Injuries are noun causes, attribute status causes that are present and causing signs, symptoms, and possible negative consequences. Injuries can be caused by external forces, or by internal forces including life processes. The injury persists until the cause – the injury is healed. Simple injuries have past causes – but those causes cannot be accessed to cure. An injury caused by a process illness might re-occur unless the process illness is also cured.

Injuries are cured by healing. We can improve the cures for our injuries with actions that health the injured area as well as our diet, body, mind, spirits, communities and environments – make us healthier, enhancing our ability to heal. However, these actions are not drugs, so they are generally ignored by medical practitioners.

“You do” Chronic Injuries

Sometimes, an injury is chronic because it does not heal. But, that’s a special case, a complicated case.

Most chronic injuries, like plantar fasciitis, shin splints or tennis elbow, are injuries are caused by a process, by a lifestyle, by what you do (or what you don’t do). The cure is to health the process. Once the causal process is changed – the injury can heal, cured. If the injurious process occurs again, a new case of the illness might occur.

Each Illness Element is cured by a Status or a Process

Which illnesses are status illnesses, cured by changing a status or attribute? How many illnesses are status illnesses? How many illnesses are lifestyle illnesses, only cured by ongoing processes, requiring ongoing curative actions?

We have no idea. At present, our medical systems ignore all cured cases. Modern medicine, often promoted as science based, ignores individual illnesses and individual cures. We can’t tell the cause of the cured, unless we study every cured case.

Domains of Cause

In life, for any life form – not just humans, there are six domains of cause. Elements or processes in these domains can cause healthiness, or when deficient, excessive, or inharmonious, might cause illness. Usually we are healthy – because life intentionally uses causes to improve healthiness. Sometimes we become ill. Sometimes even a cause of healthiness causes illness.

The six domains of life causes are diet, body, mind, spirits, communities, and environments. These domains overlap – environments overlap the most, so much so that our external environment includes our communities and our dietary environment, and our internal environments include our body, mind, and spirits.

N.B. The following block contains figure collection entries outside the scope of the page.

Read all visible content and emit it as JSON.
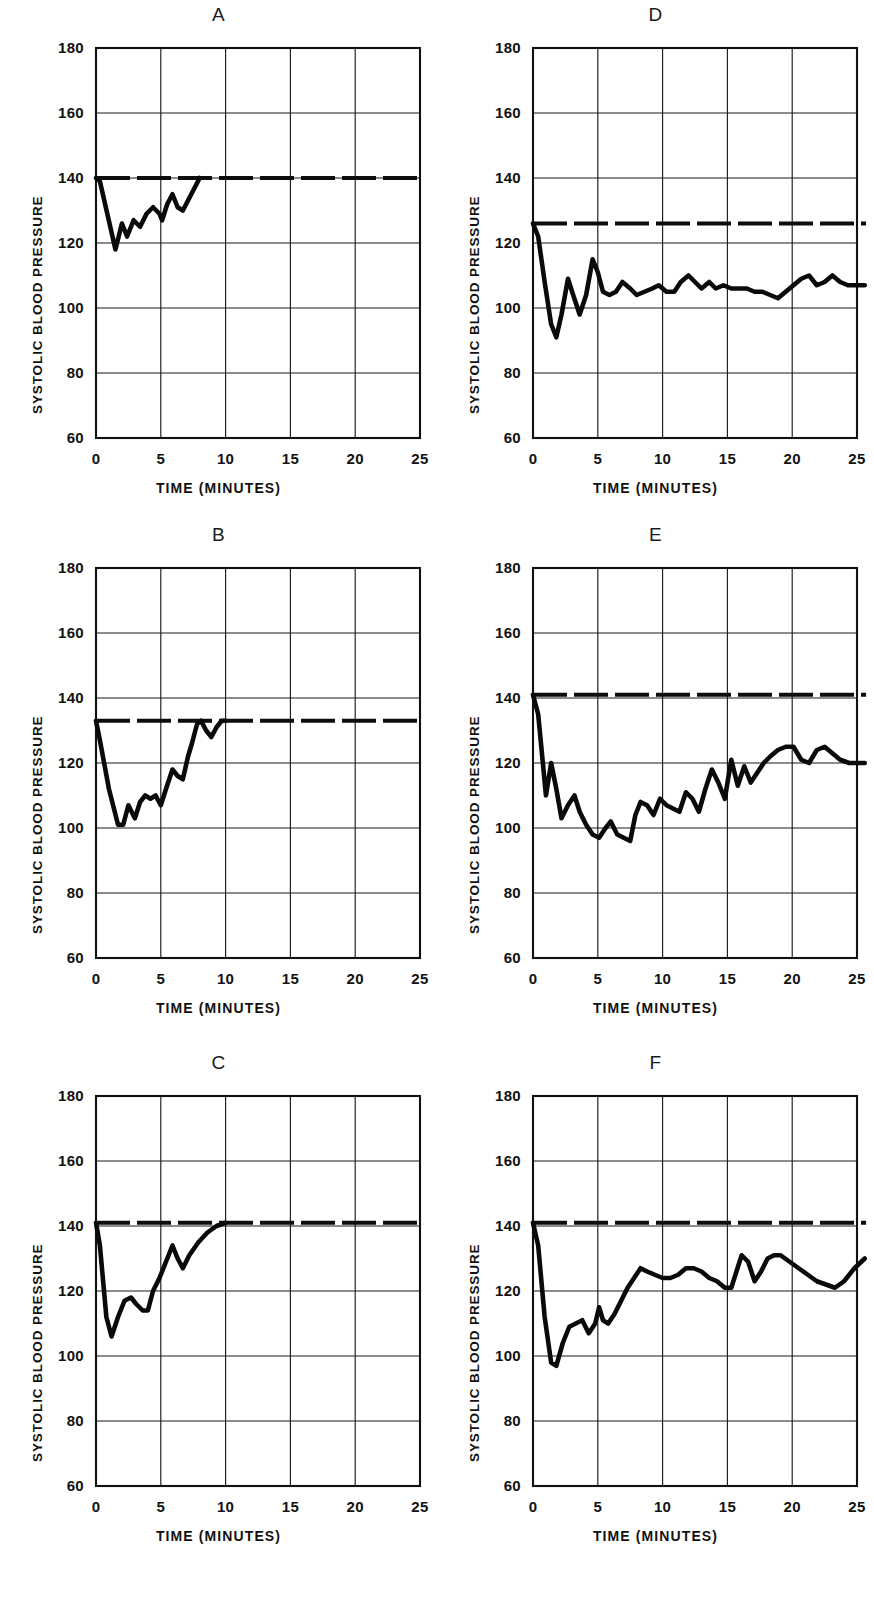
{
  "figure": {
    "title": "",
    "layout": "2 columns x 3 rows",
    "ylabel": "SYSTOLIC BLOOD PRESSURE",
    "xlabel": "TIME  (MINUTES)",
    "yticks": [
      "180",
      "160",
      "140",
      "120",
      "100",
      "80",
      "60"
    ],
    "xticks": [
      "0",
      "5",
      "10",
      "15",
      "20",
      "25"
    ],
    "line_color": "#0a0a0a",
    "grid_color": "#1b1b1b",
    "background": "#ffffff"
  },
  "panels": [
    {
      "id": "A",
      "label": "A",
      "position": "top-left"
    },
    {
      "id": "D",
      "label": "D",
      "position": "top-right"
    },
    {
      "id": "B",
      "label": "B",
      "position": "middle-left"
    },
    {
      "id": "E",
      "label": "E",
      "position": "middle-right"
    },
    {
      "id": "C",
      "label": "C",
      "position": "bottom-left"
    },
    {
      "id": "F",
      "label": "F",
      "position": "bottom-right"
    }
  ],
  "chart_data": [
    {
      "panel": "A",
      "type": "line",
      "title": "A",
      "xlabel": "TIME  (MINUTES)",
      "ylabel": "SYSTOLIC BLOOD PRESSURE",
      "xlim": [
        0,
        25
      ],
      "ylim": [
        60,
        180
      ],
      "xticks": [
        0,
        5,
        10,
        15,
        20,
        25
      ],
      "yticks": [
        60,
        80,
        100,
        120,
        140,
        160,
        180
      ],
      "grid": true,
      "legend": "none",
      "series": [
        {
          "name": "control reference (dashed)",
          "style": "dashed",
          "x": [
            0,
            25
          ],
          "values": [
            140,
            140
          ]
        },
        {
          "name": "systolic blood pressure (solid)",
          "style": "solid",
          "x": [
            0.0,
            0.3,
            1.5,
            2.0,
            2.4,
            2.9,
            3.4,
            3.9,
            4.4,
            4.9,
            5.1,
            5.5,
            5.9,
            6.3,
            6.7,
            8.0
          ],
          "values": [
            140,
            139,
            118,
            126,
            122,
            127,
            125,
            129,
            131,
            129,
            127,
            132,
            135,
            131,
            130,
            140
          ]
        }
      ]
    },
    {
      "panel": "D",
      "type": "line",
      "title": "D",
      "xlabel": "TIME  (MINUTES)",
      "ylabel": "SYSTOLIC BLOOD PRESSURE",
      "xlim": [
        0,
        25.7
      ],
      "ylim": [
        60,
        180
      ],
      "xticks": [
        0,
        5,
        10,
        15,
        20,
        25
      ],
      "yticks": [
        60,
        80,
        100,
        120,
        140,
        160,
        180
      ],
      "grid": true,
      "legend": "none",
      "series": [
        {
          "name": "control reference (dashed)",
          "style": "dashed",
          "x": [
            0,
            25.7
          ],
          "values": [
            126,
            126
          ]
        },
        {
          "name": "systolic blood pressure (solid)",
          "style": "solid",
          "x": [
            0.0,
            0.4,
            0.9,
            1.4,
            1.8,
            2.2,
            2.7,
            3.1,
            3.6,
            4.1,
            4.6,
            5.0,
            5.4,
            5.9,
            6.4,
            6.9,
            7.5,
            8.0,
            8.6,
            9.2,
            9.7,
            10.3,
            10.9,
            11.4,
            12.0,
            12.5,
            13.0,
            13.6,
            14.1,
            14.7,
            15.3,
            15.9,
            16.5,
            17.1,
            17.7,
            18.3,
            18.9,
            19.5,
            20.1,
            20.7,
            21.3,
            21.9,
            22.5,
            23.1,
            23.7,
            24.3,
            24.9,
            25.6
          ],
          "values": [
            126,
            122,
            108,
            95,
            91,
            98,
            109,
            104,
            98,
            104,
            115,
            111,
            105,
            104,
            105,
            108,
            106,
            104,
            105,
            106,
            107,
            105,
            105,
            108,
            110,
            108,
            106,
            108,
            106,
            107,
            106,
            106,
            106,
            105,
            105,
            104,
            103,
            105,
            107,
            109,
            110,
            107,
            108,
            110,
            108,
            107,
            107,
            107
          ]
        }
      ]
    },
    {
      "panel": "B",
      "type": "line",
      "title": "B",
      "xlabel": "TIME  (MINUTES)",
      "ylabel": "SYSTOLIC BLOOD PRESSURE",
      "xlim": [
        0,
        25
      ],
      "ylim": [
        60,
        180
      ],
      "xticks": [
        0,
        5,
        10,
        15,
        20,
        25
      ],
      "yticks": [
        60,
        80,
        100,
        120,
        140,
        160,
        180
      ],
      "grid": true,
      "legend": "none",
      "series": [
        {
          "name": "control reference (dashed)",
          "style": "dashed",
          "x": [
            0,
            25
          ],
          "values": [
            133,
            133
          ]
        },
        {
          "name": "systolic blood pressure (solid)",
          "style": "solid",
          "x": [
            0.0,
            0.3,
            1.0,
            1.7,
            2.1,
            2.5,
            3.0,
            3.4,
            3.8,
            4.2,
            4.6,
            5.0,
            5.4,
            5.9,
            6.3,
            6.7,
            7.1,
            7.4,
            7.8,
            8.1,
            8.5,
            8.9,
            9.3,
            9.7,
            10.0
          ],
          "values": [
            133,
            127,
            112,
            101,
            101,
            107,
            103,
            108,
            110,
            109,
            110,
            107,
            112,
            118,
            116,
            115,
            122,
            126,
            132,
            133,
            130,
            128,
            131,
            133,
            133
          ]
        }
      ]
    },
    {
      "panel": "E",
      "type": "line",
      "title": "E",
      "xlabel": "TIME  (MINUTES)",
      "ylabel": "SYSTOLIC BLOOD PRESSURE",
      "xlim": [
        0,
        25.7
      ],
      "ylim": [
        60,
        180
      ],
      "xticks": [
        0,
        5,
        10,
        15,
        20,
        25
      ],
      "yticks": [
        60,
        80,
        100,
        120,
        140,
        160,
        180
      ],
      "grid": true,
      "legend": "none",
      "series": [
        {
          "name": "control reference (dashed)",
          "style": "dashed",
          "x": [
            0,
            25.7
          ],
          "values": [
            141,
            141
          ]
        },
        {
          "name": "systolic blood pressure (solid)",
          "style": "solid",
          "x": [
            0.0,
            0.4,
            1.0,
            1.4,
            1.8,
            2.2,
            2.7,
            3.2,
            3.6,
            4.1,
            4.6,
            5.1,
            5.6,
            6.0,
            6.5,
            7.0,
            7.5,
            7.9,
            8.3,
            8.8,
            9.3,
            9.8,
            10.3,
            10.8,
            11.3,
            11.8,
            12.3,
            12.8,
            13.3,
            13.8,
            14.3,
            14.8,
            15.3,
            15.8,
            16.3,
            16.8,
            17.3,
            17.8,
            18.3,
            18.9,
            19.5,
            20.1,
            20.7,
            21.3,
            21.9,
            22.5,
            23.1,
            23.7,
            24.4,
            25.6
          ],
          "values": [
            141,
            135,
            110,
            120,
            112,
            103,
            107,
            110,
            105,
            101,
            98,
            97,
            100,
            102,
            98,
            97,
            96,
            104,
            108,
            107,
            104,
            109,
            107,
            106,
            105,
            111,
            109,
            105,
            112,
            118,
            114,
            109,
            121,
            113,
            119,
            114,
            117,
            120,
            122,
            124,
            125,
            125,
            121,
            120,
            124,
            125,
            123,
            121,
            120,
            120
          ]
        }
      ]
    },
    {
      "panel": "C",
      "type": "line",
      "title": "C",
      "xlabel": "TIME  (MINUTES)",
      "ylabel": "SYSTOLIC BLOOD PRESSURE",
      "xlim": [
        0,
        25
      ],
      "ylim": [
        60,
        180
      ],
      "xticks": [
        0,
        5,
        10,
        15,
        20,
        25
      ],
      "yticks": [
        60,
        80,
        100,
        120,
        140,
        160,
        180
      ],
      "grid": true,
      "legend": "none",
      "series": [
        {
          "name": "control reference (dashed)",
          "style": "dashed",
          "x": [
            0,
            25
          ],
          "values": [
            141,
            141
          ]
        },
        {
          "name": "systolic blood pressure (solid)",
          "style": "solid",
          "x": [
            0.0,
            0.3,
            0.8,
            1.2,
            1.7,
            2.2,
            2.7,
            3.1,
            3.6,
            4.0,
            4.4,
            4.9,
            5.4,
            5.9,
            6.3,
            6.7,
            7.2,
            7.9,
            8.6,
            9.3,
            10.0
          ],
          "values": [
            141,
            134,
            112,
            106,
            112,
            117,
            118,
            116,
            114,
            114,
            120,
            124,
            129,
            134,
            130,
            127,
            131,
            135,
            138,
            140,
            141
          ]
        }
      ]
    },
    {
      "panel": "F",
      "type": "line",
      "title": "F",
      "xlabel": "TIME  (MINUTES)",
      "ylabel": "SYSTOLIC BLOOD PRESSURE",
      "xlim": [
        0,
        25.7
      ],
      "ylim": [
        60,
        180
      ],
      "xticks": [
        0,
        5,
        10,
        15,
        20,
        25
      ],
      "yticks": [
        60,
        80,
        100,
        120,
        140,
        160,
        180
      ],
      "grid": true,
      "legend": "none",
      "series": [
        {
          "name": "control reference (dashed)",
          "style": "dashed",
          "x": [
            0,
            25.7
          ],
          "values": [
            141,
            141
          ]
        },
        {
          "name": "systolic blood pressure (solid)",
          "style": "solid",
          "x": [
            0.0,
            0.4,
            0.9,
            1.4,
            1.8,
            2.3,
            2.8,
            3.3,
            3.8,
            4.3,
            4.8,
            5.1,
            5.4,
            5.8,
            6.3,
            6.8,
            7.3,
            7.8,
            8.3,
            8.8,
            9.4,
            10.0,
            10.6,
            11.2,
            11.8,
            12.4,
            13.0,
            13.6,
            14.2,
            14.8,
            15.3,
            15.7,
            16.1,
            16.6,
            17.1,
            17.6,
            18.1,
            18.6,
            19.1,
            19.8,
            20.5,
            21.2,
            21.9,
            22.6,
            23.3,
            24.0,
            24.8,
            25.6
          ],
          "values": [
            141,
            134,
            112,
            98,
            97,
            104,
            109,
            110,
            111,
            107,
            110,
            115,
            111,
            110,
            113,
            117,
            121,
            124,
            127,
            126,
            125,
            124,
            124,
            125,
            127,
            127,
            126,
            124,
            123,
            121,
            121,
            126,
            131,
            129,
            123,
            126,
            130,
            131,
            131,
            129,
            127,
            125,
            123,
            122,
            121,
            123,
            127,
            130
          ]
        }
      ]
    }
  ]
}
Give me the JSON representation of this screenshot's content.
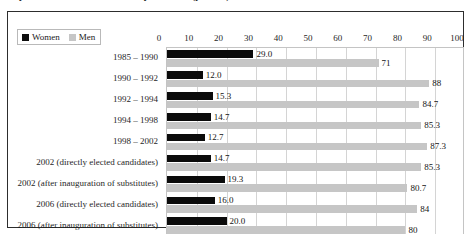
{
  "caption": {
    "text": "Proportion of women and men in parliament (percent)"
  },
  "chart_data": {
    "type": "bar",
    "orientation": "horizontal",
    "title": "",
    "xlabel": "",
    "ylabel": "",
    "xlim": [
      0,
      100
    ],
    "xticks": [
      0,
      10,
      20,
      30,
      40,
      50,
      60,
      70,
      80,
      90,
      100
    ],
    "grid": true,
    "legend_position": "top-left",
    "categories": [
      "1985 – 1990",
      "1990 – 1992",
      "1992 – 1994",
      "1994 – 1998",
      "1998 – 2002",
      "2002 (directly elected candidates)",
      "2002 (after inauguration of substitutes)",
      "2006 (directly elected candidates)",
      "2006 (after inauguration of substitutes)"
    ],
    "series": [
      {
        "name": "Women",
        "color": "#0b0b0b",
        "values": [
          29.0,
          12.0,
          15.3,
          14.7,
          12.7,
          14.7,
          19.3,
          16.0,
          20.0
        ],
        "labels": [
          "29.0",
          "12.0",
          "15.3",
          "14.7",
          "12.7",
          "14.7",
          "19.3",
          "16.0",
          "20.0"
        ]
      },
      {
        "name": "Men",
        "color": "#c6c6c6",
        "values": [
          71,
          88,
          84.7,
          85.3,
          87.3,
          85.3,
          80.7,
          84,
          80
        ],
        "labels": [
          "71",
          "88",
          "84.7",
          "85.3",
          "87.3",
          "85.3",
          "80.7",
          "84",
          "80"
        ]
      }
    ]
  },
  "legend": {
    "items": [
      {
        "label": "Women",
        "swatch": "women-swatch"
      },
      {
        "label": "Men",
        "swatch": "men-swatch"
      }
    ]
  },
  "colors": {
    "women": "#0b0b0b",
    "men": "#c6c6c6",
    "frame": "#2d2d2d",
    "gridline": "#d4d4d4",
    "background": "#ffffff"
  }
}
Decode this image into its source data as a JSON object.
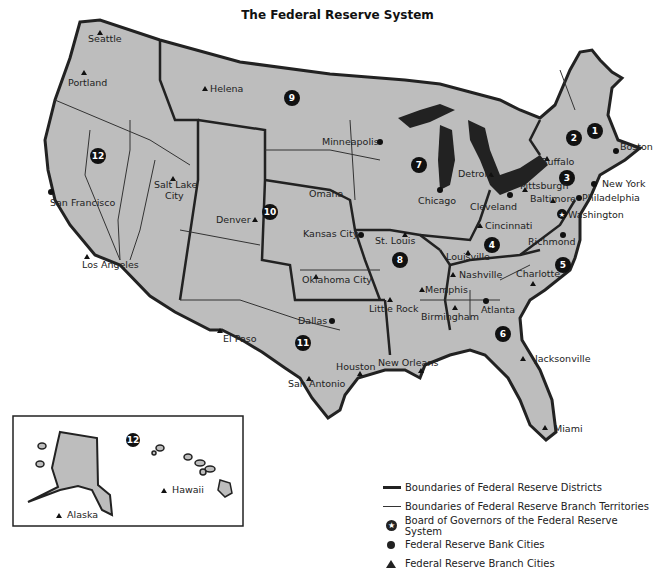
{
  "title": "The Federal Reserve System",
  "colors": {
    "land": "#bdbdbd",
    "border": "#222222",
    "water": "#ffffff",
    "marker": "#111111"
  },
  "districts": [
    {
      "number": "1",
      "label": "1"
    },
    {
      "number": "2",
      "label": "2"
    },
    {
      "number": "3",
      "label": "3"
    },
    {
      "number": "4",
      "label": "4"
    },
    {
      "number": "5",
      "label": "5"
    },
    {
      "number": "6",
      "label": "6"
    },
    {
      "number": "7",
      "label": "7"
    },
    {
      "number": "8",
      "label": "8"
    },
    {
      "number": "9",
      "label": "9"
    },
    {
      "number": "10",
      "label": "10"
    },
    {
      "number": "11",
      "label": "11"
    },
    {
      "number": "12",
      "label": "12"
    },
    {
      "number": "12",
      "label": "12"
    }
  ],
  "bank_cities": [
    "Boston",
    "New York",
    "Philadelphia",
    "Cleveland",
    "Richmond",
    "Atlanta",
    "Chicago",
    "St. Louis",
    "Minneapolis",
    "Kansas City",
    "Dallas",
    "San Francisco"
  ],
  "branch_cities": [
    "Buffalo",
    "Pittsburgh",
    "Baltimore",
    "Cincinnati",
    "Charlotte",
    "Jacksonville",
    "Miami",
    "Birmingham",
    "Nashville",
    "New Orleans",
    "Detroit",
    "Louisville",
    "Memphis",
    "Little Rock",
    "Helena",
    "Omaha",
    "Denver",
    "Oklahoma City",
    "El Paso",
    "Houston",
    "San Antonio",
    "Seattle",
    "Portland",
    "Salt Lake City",
    "Los Angeles",
    "Alaska",
    "Hawaii"
  ],
  "board": "Washington",
  "labels": {
    "seattle": "Seattle",
    "portland": "Portland",
    "helena": "Helena",
    "minneapolis": "Minneapolis",
    "boston": "Boston",
    "buffalo": "Buffalo",
    "newyork": "New York",
    "philadelphia": "Philadelphia",
    "pittsburgh": "Pittsburgh",
    "baltimore": "Baltimore",
    "washington": "Washington",
    "detroit": "Detroit",
    "chicago": "Chicago",
    "cleveland": "Cleveland",
    "cincinnati": "Cincinnati",
    "richmond": "Richmond",
    "louisville": "Louisville",
    "stlouis": "St. Louis",
    "omaha": "Omaha",
    "kansascity": "Kansas City",
    "saltlake1": "Salt Lake",
    "saltlake2": "City",
    "denver": "Denver",
    "sanfrancisco": "San Francisco",
    "losangeles": "Los Angeles",
    "oklahoma": "Oklahoma City",
    "nashville": "Nashville",
    "charlotte": "Charlotte",
    "memphis": "Memphis",
    "littlerock": "Little Rock",
    "birmingham": "Birmingham",
    "atlanta": "Atlanta",
    "dallas": "Dallas",
    "elpaso": "El Paso",
    "jacksonville": "Jacksonville",
    "houston": "Houston",
    "neworleans": "New Orleans",
    "sanantonio": "San Antonio",
    "miami": "Miami",
    "alaska": "Alaska",
    "hawaii": "Hawaii"
  },
  "legend": [
    {
      "symbol": "thick-line",
      "label": "Boundaries of Federal Reserve Districts"
    },
    {
      "symbol": "thin-line",
      "label": "Boundaries of Federal Reserve Branch Territories"
    },
    {
      "symbol": "star-circle",
      "label": "Board of Governors of the Federal Reserve System"
    },
    {
      "symbol": "dot",
      "label": "Federal Reserve Bank Cities"
    },
    {
      "symbol": "triangle",
      "label": "Federal Reserve Branch Cities"
    }
  ]
}
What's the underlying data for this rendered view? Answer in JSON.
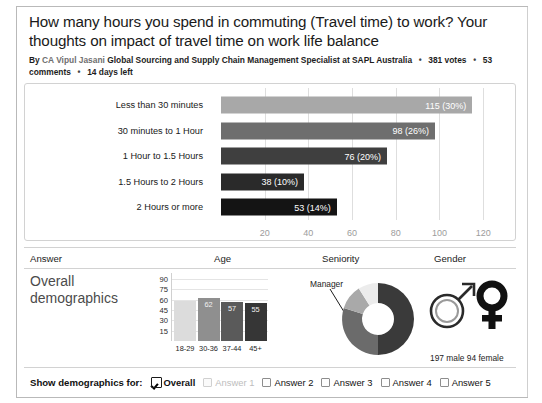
{
  "poll": {
    "title": "How many hours you spend in commuting (Travel time) to work? Your thoughts on impact of travel time on work life balance",
    "byline_prefix": "By",
    "author": "CA Vipul Jasani",
    "author_title": "Global Sourcing and Supply Chain Management Specialist at SAPL Australia",
    "votes": "381 votes",
    "comments": "53 comments",
    "days_left": "14 days left"
  },
  "chart_data": {
    "type": "bar",
    "orientation": "horizontal",
    "title": "",
    "xlabel": "",
    "ylabel": "",
    "xlim": [
      0,
      130
    ],
    "grid": true,
    "categories": [
      "Less than 30 minutes",
      "30 minutes to 1 Hour",
      "1 Hour to 1.5 Hours",
      "1.5 Hours to 2 Hours",
      "2 Hours or more"
    ],
    "values": [
      115,
      98,
      76,
      38,
      53
    ],
    "percents": [
      "30%",
      "26%",
      "20%",
      "10%",
      "14%"
    ],
    "value_labels": [
      "115 (30%)",
      "98 (26%)",
      "76 (20%)",
      "38 (10%)",
      "53 (14%)"
    ],
    "bar_colors": [
      "#a8a8a8",
      "#6e6e6e",
      "#3f3f3f",
      "#2a2a2a",
      "#141414"
    ],
    "xticks": [
      20,
      40,
      60,
      80,
      100,
      120
    ],
    "xtick_labels": [
      "20",
      "40",
      "60",
      "80",
      "100",
      "120"
    ]
  },
  "demographics": {
    "columns": [
      "Answer",
      "Age",
      "Seniority",
      "Gender"
    ],
    "overall_label": "Overall demographics",
    "age_chart": {
      "type": "bar",
      "categories": [
        "18-29",
        "30-36",
        "37-44",
        "45+"
      ],
      "values": [
        58,
        62,
        57,
        55
      ],
      "value_labels": [
        "",
        "62",
        "57",
        "55"
      ],
      "bar_colors": [
        "#dcdcdc",
        "#8f8f8f",
        "#5a5a5a",
        "#363636"
      ],
      "yticks": [
        15,
        30,
        45,
        60,
        75,
        90
      ],
      "ytick_labels": [
        "15",
        "30",
        "45",
        "60",
        "75",
        "90"
      ],
      "ylim": [
        0,
        90
      ]
    },
    "seniority_chart": {
      "type": "pie",
      "donut": true,
      "annotation": "Manager",
      "slices": [
        {
          "label": "",
          "value": 50,
          "color": "#3a3a3a"
        },
        {
          "label": "Manager",
          "value": 33,
          "color": "#6b6b6b"
        },
        {
          "label": "",
          "value": 11,
          "color": "#a9a9a9"
        },
        {
          "label": "",
          "value": 6,
          "color": "#ececec"
        }
      ]
    },
    "gender": {
      "male_icon": "male-symbol",
      "female_icon": "female-symbol",
      "caption": "197 male  94 female",
      "male_count": "197 male",
      "female_count": "94 female"
    }
  },
  "footer": {
    "label": "Show demographics for:",
    "options": [
      {
        "label": "Overall",
        "checked": true,
        "disabled": false
      },
      {
        "label": "Answer 1",
        "checked": false,
        "disabled": true
      },
      {
        "label": "Answer 2",
        "checked": false,
        "disabled": false
      },
      {
        "label": "Answer 3",
        "checked": false,
        "disabled": false
      },
      {
        "label": "Answer 4",
        "checked": false,
        "disabled": false
      },
      {
        "label": "Answer 5",
        "checked": false,
        "disabled": false
      }
    ]
  }
}
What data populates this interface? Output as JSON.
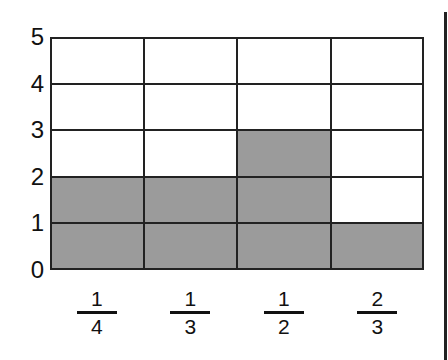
{
  "chart_data": {
    "type": "bar",
    "title": "",
    "xlabel": "",
    "ylabel": "",
    "categories": [
      "1/4",
      "1/3",
      "1/2",
      "2/3"
    ],
    "category_fractions": [
      {
        "numerator": "1",
        "denominator": "4"
      },
      {
        "numerator": "1",
        "denominator": "3"
      },
      {
        "numerator": "1",
        "denominator": "2"
      },
      {
        "numerator": "2",
        "denominator": "3"
      }
    ],
    "values": [
      2,
      2,
      3,
      1
    ],
    "ylim": [
      0,
      5
    ],
    "yticks": [
      "0",
      "1",
      "2",
      "3",
      "4",
      "5"
    ],
    "grid": true,
    "style": "shaded grid cells (bar graph on grid)",
    "fill_color": "#a9a9a9"
  }
}
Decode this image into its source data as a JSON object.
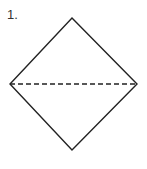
{
  "diagram": {
    "step_label": "1.",
    "shape": "square rotated 45 degrees (diamond)",
    "vertices": {
      "top": [
        72,
        18
      ],
      "right": [
        137,
        84
      ],
      "bottom": [
        72,
        150
      ],
      "left": [
        10,
        84
      ]
    },
    "fold_line": {
      "type": "valley-fold (dashed)",
      "from": [
        10,
        84
      ],
      "to": [
        137,
        84
      ]
    },
    "colors": {
      "stroke": "#222222",
      "background": "#ffffff",
      "label": "#333333"
    }
  }
}
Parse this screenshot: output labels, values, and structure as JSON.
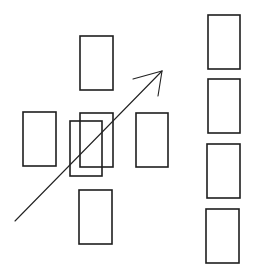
{
  "diagram": {
    "background": "#ffffff",
    "stroke_color": "#1e1e1e",
    "cluster": {
      "rects": [
        {
          "id": "top",
          "x": 80,
          "y": 36,
          "w": 33,
          "h": 54
        },
        {
          "id": "left",
          "x": 23,
          "y": 112,
          "w": 33,
          "h": 54
        },
        {
          "id": "center",
          "x": 80,
          "y": 113,
          "w": 33,
          "h": 54
        },
        {
          "id": "center-offset",
          "x": 70,
          "y": 121,
          "w": 32,
          "h": 55
        },
        {
          "id": "right",
          "x": 136,
          "y": 113,
          "w": 32,
          "h": 54
        },
        {
          "id": "bottom",
          "x": 79,
          "y": 190,
          "w": 33,
          "h": 54
        }
      ]
    },
    "column": {
      "rects": [
        {
          "id": "col-1",
          "x": 208,
          "y": 15,
          "w": 32,
          "h": 54
        },
        {
          "id": "col-2",
          "x": 208,
          "y": 79,
          "w": 32,
          "h": 54
        },
        {
          "id": "col-3",
          "x": 207,
          "y": 144,
          "w": 33,
          "h": 54
        },
        {
          "id": "col-4",
          "x": 206,
          "y": 209,
          "w": 33,
          "h": 54
        }
      ]
    },
    "arrow": {
      "x1": 15,
      "y1": 221,
      "x2": 162,
      "y2": 71,
      "head_left": {
        "x": 133,
        "y": 79
      },
      "head_right": {
        "x": 158,
        "y": 96
      }
    }
  }
}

To cure, we must identify individual causes – and the six domains provide a powerful framework to identify, isolate, and address causes of illness – to cure.

Theory of Cure is reader-supported. To receive new posts and support my work, become a free or paid subscriber.

An illness element, an elementary illness might be caused by the presence or absence of a cause, or perhaps the deficiency or excess of a cause in any of the six domains. The cause might be a noun, an attribute, or a deficiency, or it might be a failure caused by a process or the absence of a process. Let’s look at some examples:

Diet

We can suffer an illness due to a dietary status – deficient in Vitamin C, dehydrated, malnourished, or perhaps overweight, even poisoning, from a dietary excess. These are status illnesses, cured with the contrary, by consuming what is necessary, or by clearing the poison, often by the vomiting – an important detox cure.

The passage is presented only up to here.